Sometimes I Think About Dying review — Daisy Ridley’s drab days

Directed by Rachel Lambert | Written by Stefanie Abel Horowitz, Kevin Armento, and Katy Wright-Mead | 94 min | ▲▲△△△ | On VOD

Terrific title, folks. Really something special. But this melancholy office drama, while it reaches for some kind of wistful truth about loneliness, is centred on perhaps the dullest character to ever have a movie built around them.

Fran (Daisy Ridley, far, far away from the gig that put her name above the title of this little indie) works as an office manager in a cubicle farm somewhere in the gloomy Pacific Northwest. She seems entirely checked out from her coworkers and really from any kind of human contact, living in a world of her own. As the title suggests, the most interesting thing about her is she fantasizes about death, in strange, picturesque tableaus.

Into this world arrives a new coworker, Robert (Dave Merheje), who takes an interest in her, and vice versa. Cue a painfully awkward romance that slowly brings her out of her shell and reveals she’s both a little fragile and perhaps also unkind.

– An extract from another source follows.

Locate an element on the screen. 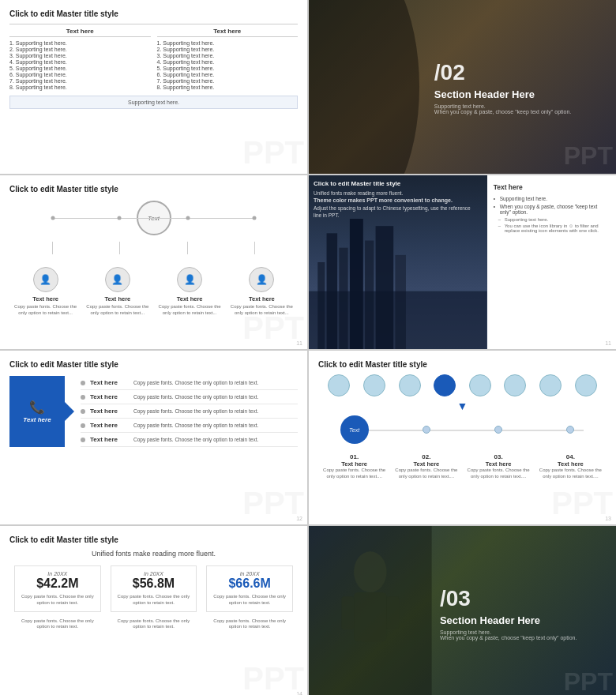 This screenshot has width=616, height=695. icon-desc-2: Copy paste fonts. Choose the only option… is located at coordinates (118, 310).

We get moments when Lambert’s film seems to be channeling Aki Kaurismäki without the self-conscious humour, or skating toward the dark undercurrents of a Todd Solondz drama, though characters in his pictures want things and Fran doesn’t know what she wants.

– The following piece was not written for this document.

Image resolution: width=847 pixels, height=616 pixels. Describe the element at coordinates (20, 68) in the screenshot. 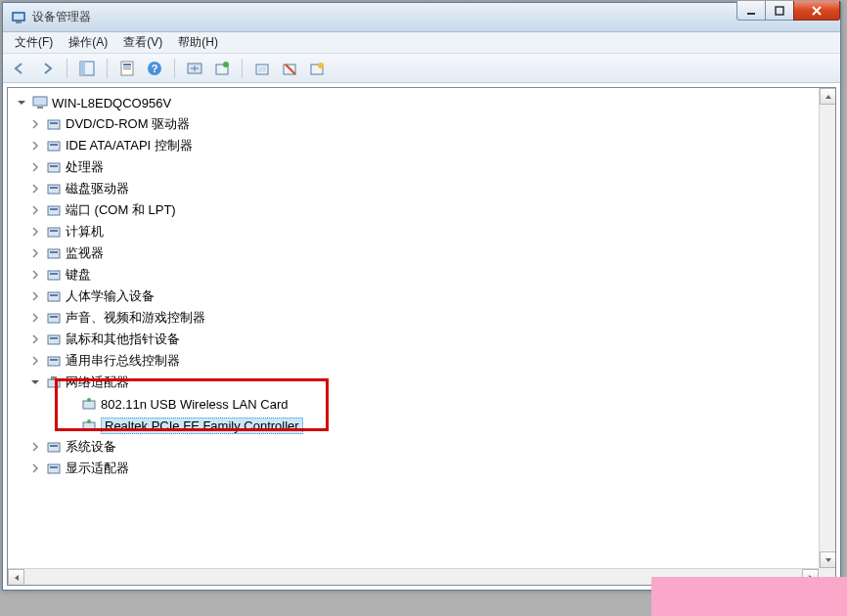

I see `back-button` at that location.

The lack of a real arc for Fran makes an occasionally frustrating watch, and Sometimes I Think About Dying doesn’t really work as a feature, but it’s abundantly clear why Daisy Ridley was attracted to the material: in Fran she shares hues we haven’t seen from her. The character is entirely plausible, so while Fran may be dull, Ridley’s performance isn’t.

About the author

flawintheiris

Carsten Knox is a massive, cheese-eating nerd. In the day he works as a journalist in Halifax, Nova Scotia. At night he stares out at the rain-slick streets, watches movies, and writes about what he's seeing.